Time magazine recently reported on a project started by Internet giant Google that would begin to digitize the great forgotten works of the dusty American library. The idea is revolutionary. To the lofty dreamer it opens up the possibility of discovering new works and rediscovering old jewels that have been long lost on library shelves. But it also gives us a window into the untethered power of Google as a company. The digital library has become a monster of an anti-trust case, resulting from the profit Google is sure to make from classic books that can’t be found anywhere else but the proposed Google database. Is Google screwing the authors and publishers of these works or simply bringing to light treasures that wouldn’t be found otherwise?

There are strong positions on both sides, with authors, artists, and publishers split. I’ve found that the Google database (parts of which are already online) is a tool that helped me to understand bits of journalism that I wouldn’t be able to look into otherwise. I used the database to look at a scanned copy of McClure’s magazine, an old muckraking monthly that has been mostly forgotten, for a paper I was researching. I wouldn’t have been able  to find the magazine in its entirety otherwise. I searched through Internet databases for a few hours until I found the Google library. When I stumbled on this new Google library it seemed to be a revolution, another turning of the minds made possible by the Internet. Nerds rejoice!

The trust issue never entered my mind, but I think that the idea of one company distributing works is an obviously monopoly. Although, the questions still swirl; can a for-profit company be trusted with literature, art, or any kind of individual expression? Are we fools for putting such a powerful tool in the hands of bottom-line worshipers? Either way, this database, assuming it continues, will be massive. It stands to become a great pool of information that has limitless potential. Here is an NPR radio piece that has a little more info.

Google Book Search

Who even knows what was going on here, basically Shep Smith apologizes for a reporter that can only get an interview with the Republican candidate for governor in New Jersey. The reporter seems confused when Smith asks her when she will be interviewing the Democratic candidate. Ratings booster, or calculated company policy?

 

 

Net neutrality seems like a pretty straight forward idea, right? Lets keep the Internet equal and make sure connection speed isn’t dependent on content or corporate influence. Who can argue with that? Apparently John McCain. In an Orwellian twist of word usage McCain has introduced the “Internet Freedom Act”. On the same day that the FCC started to move toward regulation that would keep the Internet free from corporate distortion, McCain introduced this bill that would “keep the Internet free from government control and regulation,” he said. Why is John McCain so concerned with free enterprise on the Internet? Well, he is the number one recipient of campaign contributions from telecom corporations. (Links here and here) Full FCC story from the New York Times here.

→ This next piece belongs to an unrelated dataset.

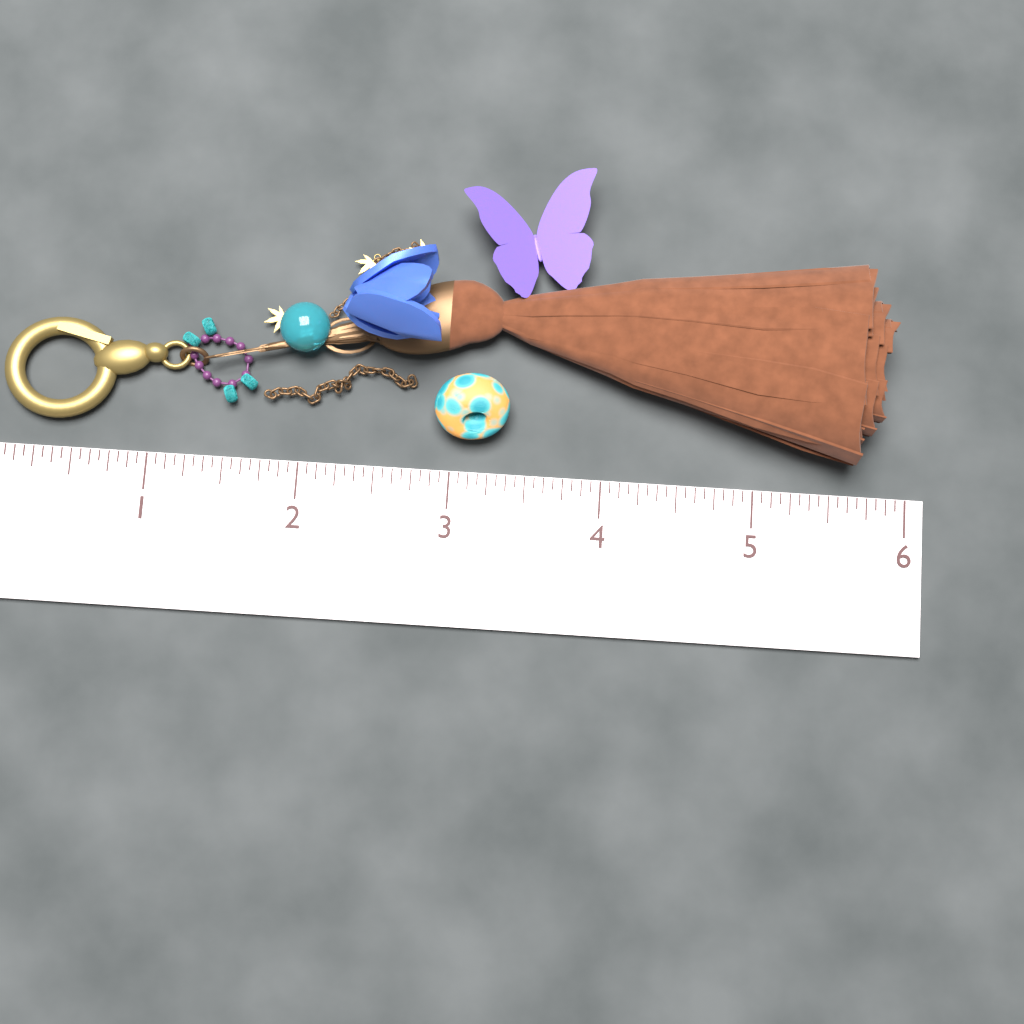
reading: 5.8750 (no unit)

I have to wonder if our words have been distorted to a point where now they mean absolutely nothing. Words like “freedom” and patriot” are only shells of their former meaning. The “Internet Freedom Act” is a label, a Halloween mask of a man with a monster underneath. Orwell warned of a world where words have two opposite definitions, where simple ideas become tangled in bureaucratic jargon for the sole purpose of inoculating the population. And here we are. I point to the Patriot Act and now the Internet Freedom Act. Don’t they sound like great ideas?

 

John Stewart says it best here

 

This weekend thousands of conservative activists, independents, and anti-government paranoids flooded into Washington to protest the Obama administration and to further muddle the definition of socialism. Their numbers were impressive, and any Democrat would be foolish to shrug these protesters off as just right wing freaks, but they weren’t anywhere near the 1.5 million that the president of the organizers, Matt Kibbe, attributed to ABC. The echo chamber reproduced and the story spread, highlighting one of the big problems of bloggers, spreading false information at a speed only possible on the internet.